Saturday, August 24, 2013

Space


NASA/Getty Images
Meteor Crater, Arizona, created when a meteor just 30 meters wide and rich in iron struck the Earth at an estimated 20 kilometers per second. The resulting explosion exceeded the combined force of today's nuclear arsenals and created a 1.1-kilometer-wide, 200-meter-deep crater.
These are just here on earth, but what about something coming from the vastness of this space that we're floating like a speck of dust in? The potential for sudden death is always just around the corner from a variety of subjects that sound like the basis for a Bruce Willis sci-fi movie. Getting fried by a gamma ray burst would sure suck, and it's really only a matter of time before one of the gazillions of rocks hurtling through space scores a bigger hit  smaller ones happen all the time. Of course, there's always the possibility of getting swallowed by a black hole, too.
Martin: Asteroids. They land every year. I'm talking about asteroids that would take out a city.
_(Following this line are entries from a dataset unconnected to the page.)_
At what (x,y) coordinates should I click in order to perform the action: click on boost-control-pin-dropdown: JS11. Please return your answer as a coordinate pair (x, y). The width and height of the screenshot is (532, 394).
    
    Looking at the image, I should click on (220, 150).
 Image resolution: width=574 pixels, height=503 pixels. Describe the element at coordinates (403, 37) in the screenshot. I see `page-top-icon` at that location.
If an asteroid hit around Pennsylvania, it would wipe out the entire east coast, and that would have political and social repercussions around the world. You'd have to deal with an electromagnetic pulse, it would shut down all electricity across the whole western side of the United States, and an EMP doesn't just shut it off, it destroys it. It melts anything in it, any copper, anything that's conductive, it just melts it. You'd need a whole new infrastructure, new electrical lines, all the stuff in warehouses to roll out would be ruined, and you'd have to manufacture new stuff, but all the equipment would be ruined, so you'd have to manufacture new equipment, it just would set us back so far.